My words of encouragement weren’t enough to actually make feedback easier.
What else could I do?
In their famous study, behavioural economics psychologists Eric Johnson and Dan Goldstein looked into organ donorship consent rates across different countries. Austria and Germany share a border, but their consent rates are wildly different. In Germany, only 12 percent consent to donating their organs after death. However, in Austria, nearly everyone (99 percent) does.
What’s explains this difference? Is it better communication? Different incentives?
The answer is far simpler: Germany requires citizens to opt-in to organ donorship, while Austria requires citizens to opt-out.
By asking people to ‘give more feedback’, I was asking them to opt-in to giving feedback voluntarily. But in order to get radically more feedback in my company, I needed to make it opt-out.
To build a culture of open feedback that scales, you have to build in mechanisms that ensure people give feedback by default. Here are actions you can take to ensure feedback happens when it’s supposed to:
What does good feedback look like? Many people don’t realise that giving feedback isn’t an innate trait — it’s a learned behaviour. There are many advantages to training your team in how to give and receive feedback effectively.
We use the following format when giving feedback in our company (inspired by this article):
A common approach helps people achieve better outcomes whilst setting clear expectations from both sides. Set up good practices, like focusing on specific behaviours rather than making generalisations, and describe their impact.
Consider including feedback training at your next all-hands meeting and during the onboarding process of new employees. It doesn’t have to take a long time — just 10 minutes of explaining what good feedback looks like can have a massive impact.
Now you’ve outlined how to give feedback, it’s time to figure out when it will happen. This means you need to block time into your calendar specifically for your team to give feedback to each other.
Here’s a list of feedback meetings that I run in my teams:
When work gets really stressful or busy, feedback meetings like these are often the first to get cut — and this is a problem. It’s exactly in these moments when feedback is most important. If you’ve cut your retrospectives to save time, it might be time to reconsider reinstating them.
Meetings are great but they aren’t the only way to give feedback. The more channels that you have available for feedback (especially to encourage upwards feedback to superiors), the more feedback you’ll have.
Here are some examples:
When it comes to giving feedback, get creative. What works for one team doesn’t work for another. Find out what works for you.
What should you do when people come to you with feedback about a particular teammate? If you’re like me, your instinct will be to go into problem-solving mode and say, ‘Leave it to me — I’ll take it from here.’ However, if you want to build a culture of feedback, you might want to resist the temptation.
Instead, you need to empathise with the person and empower them to give the feedback directly to the teammate in question (unless there is a really good reason not to, for example, if it put them in a dangerous situation). You can encourage this by asking questions like:
Remember, just because a teammate brings you a problem, that doesn’t mean it’s your problem.

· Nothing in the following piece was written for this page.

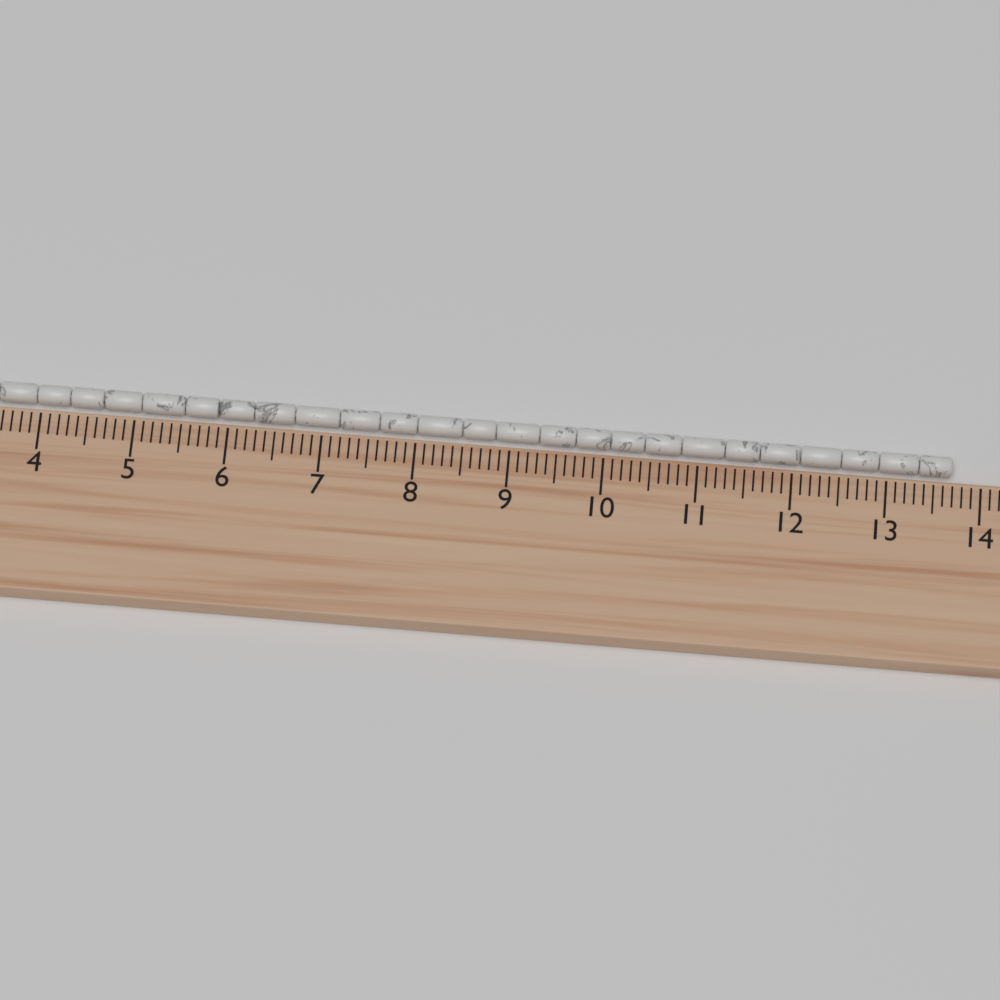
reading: 13.7 cm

It’s human nature to avoid conflict, and there’s no getting away from the fact that giving feedback is hard. The truth is, you probably aren’t getting anywhere close to the amount of feedback you could — and should — be getting. That’s why you need to make it mandatory.
Be clear on what feedback looks like, when it’s going to happen, and make sure you follow through on it. The more it happens, the more people will expect it — and the better they’ll get at it.
I’m Dave and I coach CEOs of Series A+ tech companies. Over the last 10 years, I’ve co-founded three VC-backed tech companies, invested in dozens of early-stage startups as a VC and Angel investor, and mentored hundreds of startups as a Lead Mentor for Google. For more info, visit Dave-Bailey.com.